Doing It Right

By now, even the non-Geeks among us have heard of the Sony PSN and Online Entertainment break ins and the subsequent loss of personal information and perhaps credit card numbers of over a 100 million Sony customers. Sony admitted that at least 10,000 customers did have their debit card information compromised.

The facts that Sony did not notify the FBI of the attack for 2 days, that it did not meet with the FBI for 5 days, and that it did not notify its customers of the potential loss of their personal data for 6 days is bad enough but it gets worse. On Wednesday (2011-05-04) Eugene Spafford, a professor at Purdue University, testified before the House Subcommittee on Commerce, Manufacturing and Trade that Sony was running an old unpatched version of Apache and that they didn’t have a firewall installed. Furthermore, Dr.
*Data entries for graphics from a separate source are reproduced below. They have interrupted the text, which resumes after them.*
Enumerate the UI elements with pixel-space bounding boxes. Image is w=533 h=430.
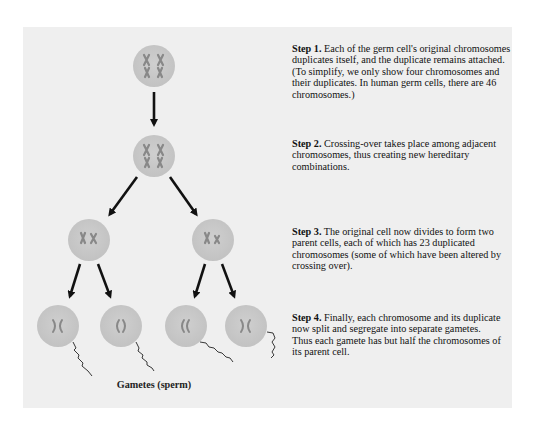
step-description: Crossing-over takes place among adjacent… — [292, 138, 496, 172]
gametes-caption: Gametes (sperm) — [94, 379, 214, 390]
step-description: Each of the germ cell's original chromos… — [292, 43, 510, 100]
arrow-to-gamete-1 — [70, 264, 80, 296]
parent-cell-left — [68, 219, 110, 261]
tail-icon — [73, 342, 92, 376]
tail-icon — [136, 342, 154, 371]
step-label: Step 1. — [292, 43, 321, 54]
arrow-to-gamete-4 — [222, 264, 234, 296]
arrow-to-right-parent — [170, 177, 196, 214]
crossing-over-cell — [133, 135, 175, 177]
step-description: The original cell now divides to form tw… — [292, 226, 501, 271]
step-label: Step 2. — [292, 138, 321, 149]
gamete-1 — [37, 305, 92, 376]
step-label: Step 3. — [292, 226, 321, 237]
step-1-text: Step 1. Each of the germ cell's original… — [292, 43, 517, 100]
arrow-to-left-parent — [110, 177, 137, 214]
step-2-text: Step 2. Crossing-over takes place among … — [292, 138, 517, 172]
tail-icon — [267, 332, 275, 358]
gamete-2 — [100, 305, 154, 371]
step-3-text: Step 3. The original cell now divides to… — [292, 226, 517, 272]
gamete-4 — [225, 305, 275, 358]
step-description: Finally, each chromosome and its duplica… — [292, 312, 501, 357]
arrow-to-gamete-2 — [98, 264, 110, 296]
tail-icon — [200, 342, 233, 362]
arrow-to-gamete-3 — [195, 264, 205, 296]
gamete-3 — [165, 305, 233, 362]
germ-cell — [133, 45, 175, 87]
parent-cell-right — [192, 219, 234, 261]
step-4-text: Step 4. Finally, each chromosome and its… — [292, 312, 502, 358]
step-label: Step 4. — [292, 312, 321, 323]
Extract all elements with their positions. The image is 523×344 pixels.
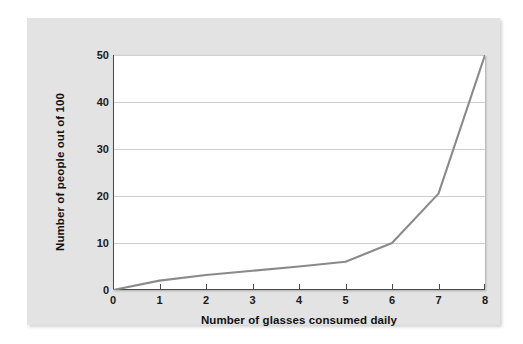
x-tick-label-8: 8 <box>475 294 495 307</box>
x-tick-label-4: 4 <box>289 294 309 307</box>
x-tick-label-6: 6 <box>382 294 402 307</box>
plot-svg <box>113 55 485 290</box>
y-tick-label-40: 40 <box>81 97 109 108</box>
y-axis-title: Number of people out of 100 <box>54 72 66 272</box>
chart-screenshot: 01020304050 012345678 Number of glasses … <box>0 0 523 344</box>
x-axis-tick-labels: 012345678 <box>113 294 485 310</box>
figure-panel: 01020304050 012345678 Number of glasses … <box>27 18 500 325</box>
x-tick-label-0: 0 <box>103 294 123 307</box>
x-tick-label-2: 2 <box>196 294 216 307</box>
axis-lines-group <box>113 55 485 290</box>
y-tick-label-50: 50 <box>81 50 109 61</box>
x-axis-title: Number of glasses consumed daily <box>113 314 485 326</box>
gridlines-group <box>113 56 485 244</box>
y-axis-tick-labels: 01020304050 <box>77 55 109 290</box>
x-tick-label-1: 1 <box>150 294 170 307</box>
y-tick-label-30: 30 <box>81 144 109 155</box>
x-tick-label-7: 7 <box>429 294 449 307</box>
y-tick-label-10: 10 <box>81 238 109 249</box>
data-series-line <box>113 55 485 290</box>
y-tick-label-20: 20 <box>81 191 109 202</box>
x-tick-label-3: 3 <box>243 294 263 307</box>
plot-area <box>113 55 485 290</box>
x-tick-label-5: 5 <box>336 294 356 307</box>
Spafford testified, this information was publicly discussed on an open forum, which Sony employees monitor, 2 or 3 months prior to the break in.

The story is still unfolding but it’s clear that Sony did an extremely poor job of protecting its customers’ data and notifying them in a timely fashion after the compromise took place. It’s also clear that Sony is going to take a major hit to their reputation and customer goodwill at the least. Just how much of a hit remains to be seen. And, of course, the lawsuits are already being filed.

Now consider this announcement from LastPass. The differences could not be more pronounced.

  • Proactive Security
    LastPass scours—not just checks but scours—their logs every day. They aren’t satisfied until they’ve explained every anomaly.
  • Proactive Notification
    LastPass notices an anomaly that they can’t explain. They immediately notify their customers that something may have happened and tells them what they should do to protect themselves.
  • Proactive Followup
    LastPass keeps their customers informed with frequent updates. As events unwind, they revise the suggested actions that their customers should take. The company’s CEO gives an interview to PC World in which he further explains what happened and what they are doing. He says they are trying to handle it the way they would want it handled if they were the users.
  • Proactive Security Improvements
    LastPass had already been engineering a change to use PBKDF2 to generate their password hashes. When just the suggestion of a possible breach presents itself, they immediately roll out the change. They also put in place some further procedures to help protect their users in case they were broken into. Then, although there was no indication that any of the boxes or software had been tampered with, they rebuild the servers in question and check the hashes of the repositories to make sure they hadn’t been tampered with either.

This is doing things the right way and LastPass deserves their customers’ gratitude for doing everything possible to protect the data that their users have entrusted to them. The rest of us owe them our gratitude as well. They have shown us that it is possible to handle the inevitable attacks in a responsible and open way. It’s a pity that Sony, a huge corporation, couldn’t perform even remotely as well.